After the Velvet Revolution he got involved in social events for two years, he gave rise to the international festival of contemporary music Melos-Ethos and held other official posts emerging “from the needs of the cultural public at that time”, as he said. Almost all his pieces were and are performed in Slovakia, Bohemia and worldwide. It is a great honour for many festivals to feature some of the compositions of this genius of Slovak music.

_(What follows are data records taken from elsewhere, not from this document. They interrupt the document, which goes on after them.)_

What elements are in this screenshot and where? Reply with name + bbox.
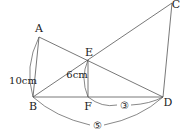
label-e: E bbox=[85, 46, 93, 59]
label-fd-ratio: ③ bbox=[120, 100, 129, 111]
arc-bd-5 bbox=[33, 97, 90, 125]
label-c: C bbox=[172, 0, 180, 11]
segment-ad bbox=[39, 37, 163, 97]
label-ab-length: 10cm bbox=[9, 75, 37, 86]
label-bd-ratio: ⑤ bbox=[93, 120, 102, 131]
segment-cd bbox=[163, 3, 172, 97]
label-f: F bbox=[84, 100, 92, 113]
label-b: B bbox=[29, 100, 37, 113]
geometry-figure: A B C D E F 10cm 6cm ③ ⑤ bbox=[0, 0, 184, 132]
label-a: A bbox=[34, 22, 44, 35]
label-ef-length: 6cm bbox=[66, 69, 88, 80]
label-d: D bbox=[164, 96, 173, 109]
segment-ab bbox=[33, 37, 39, 97]
arc-fd-3 bbox=[88, 97, 117, 106]
arc-ab-10cm bbox=[30, 37, 39, 97]
segment-bc bbox=[33, 3, 172, 97]
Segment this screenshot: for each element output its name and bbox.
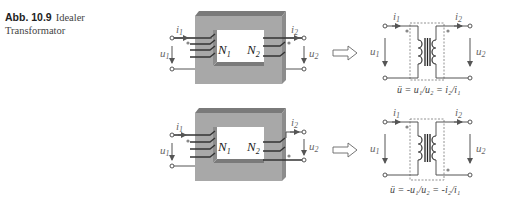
current-i1-label: i1 xyxy=(176,23,183,37)
svg-text:i2: i2 xyxy=(291,116,298,130)
voltage-u1-label: u1 xyxy=(160,47,170,61)
svg-text:i1: i1 xyxy=(176,120,183,134)
implies-arrow-icon xyxy=(333,46,357,60)
current-i2-label: i2 xyxy=(291,23,298,37)
voltage-u2-label: u2 xyxy=(309,47,319,61)
equation-bottom: ü = -u₁/u₂ = -i₂/i₁ xyxy=(390,184,460,195)
svg-text:u1: u1 xyxy=(160,144,170,158)
svg-text:u2: u2 xyxy=(309,140,319,154)
transformer-diagrams: i1 u1 i2 u2 N1 N2 xyxy=(0,0,512,204)
svg-text:u1: u1 xyxy=(370,45,380,59)
circuit-symbol-bottom: i1 i2 u1 u2 ü = -u₁/u₂ = -i₂/i₁ xyxy=(370,106,486,195)
equation-top: ü = u₁/u₂ = i₂/i₁ xyxy=(397,84,461,95)
svg-text:u2: u2 xyxy=(476,45,486,59)
svg-text:i1: i1 xyxy=(393,106,400,120)
circuit-symbol-top: i1 i2 u1 u2 ü = u₁/u₂ = i₂/i₁ xyxy=(370,10,486,95)
svg-text:i2: i2 xyxy=(455,106,462,120)
core-diagram-top: i1 u1 i2 u2 N1 N2 xyxy=(160,11,319,84)
svg-text:i1: i1 xyxy=(393,10,400,24)
implies-arrow-icon xyxy=(333,143,357,157)
svg-text:u1: u1 xyxy=(370,142,380,156)
core-diagram-bottom: i1 u1 i2 u2 N1 N2 xyxy=(160,108,319,181)
svg-text:u2: u2 xyxy=(476,142,486,156)
svg-text:i2: i2 xyxy=(455,10,462,24)
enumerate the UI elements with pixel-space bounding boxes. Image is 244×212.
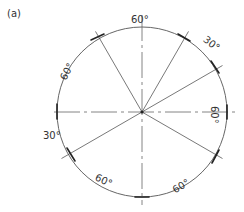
label-upper-right: 30°: [201, 34, 222, 54]
radial-120: [96, 31, 143, 112]
label-lower-left: 60°: [93, 172, 114, 189]
label-top: 60°: [131, 14, 149, 25]
center-point: [140, 110, 143, 113]
label-lower-right: 60°: [171, 177, 192, 195]
radial-60: [142, 31, 189, 112]
arrow-minus30: [212, 150, 219, 163]
label-upper-left: 60°: [58, 61, 76, 82]
label-left: 30°: [43, 130, 61, 141]
angle-diagram: 60° 30° 60° 60° 60° 30° 60°: [0, 0, 244, 212]
radial-210: [62, 112, 143, 159]
label-right: 60°: [209, 106, 220, 124]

VYSLOUŽIL, Jiří: Generation of Ilja Zeljenka in Moravia and Its Music
In: Slovenská hudba, Vol. 34, 2008, No. 1, pp. 69 – 72
In the history of contemporary music in Moravia an important chapter belongs to the composers’ generation 1945–1948. Its pedagogical significance exceeded the boundaries of the region. In that time aspirants from Prague as well as from Slovakia came to Brno to the Janáček Academy to study composition: Miloslav Ištvan, Ctirad Kohoutek, Alois Piňos opened the windows to the world with their music creations and inspired as well as impressed other generations. However, it was the Velvet Revolution in 1989 which has formed a free creative space also for Moravian composers and by new contacts and by performances of pieces it opened also a way to the world. The 1945–1948 generation consisted of composers of various character and different destinies: Jan Novák (1921–1984), Ludvík Podešť (1921–1968), Josef Berg (1927–1971), Jaromír Podešva (1927–2000), Miloslav Ištvan (1928–1990), Gustav Křivinka (1928–1990); still living are Alois Piňos (1925), Čestmír Gregor (1926), Jan Ducháň (1927), Jiří Matys (1927), Zdeněk Zouhar (1927), Ctirad Kohoutek (1929), Pavel Blatný (1931). The work of these personalities began to close and it became a subject of publicistic as well as musicological reflection. Mainly the contribution of the modernist fraction is accentuated by publicists. A publication Dějiny hudby na Moravě (History of Music in Moravia, 2001) by Jiří Vysloužil (historical part written by Jiří Sehnal) brings a synthetic view on the music of this generation.
Memories
KUPKOVIČ, Ladislav: Ilja Zeljenka
In: Slovenská hudba, Vol. 34, 2008, No. 1, pp. 73 – 75
Materials
Ľudovít M. Vajdička: Skladateľská generácia Ilju Zeljenku, jej smerovanie k Novej hudbe a mediálny ohlas tvorby do roku 1975
In: Slovenská hudba, Vol. 34, 2008, No. 1, pp. 76 – 82
Interview
PIESCHACÓN, Teresa: „Nemám žiadnu domovinu“. Skladateľ György Ligetti – slobodná duša
In: Slovenská hudba, Vol. 34, 2008, No. 1, pp. 83 – 88
Review
PETŐCZOVÁ, Janka: Vojenská hudba v kultuře a historii Českých zemí. Editor: Jitka Bajgarová
In: Slovenská hudba, Vol. 34, 2008, No. 1, pp. 89 – 93
[The contribution is available only in Slovak language in the printed version of the revue.]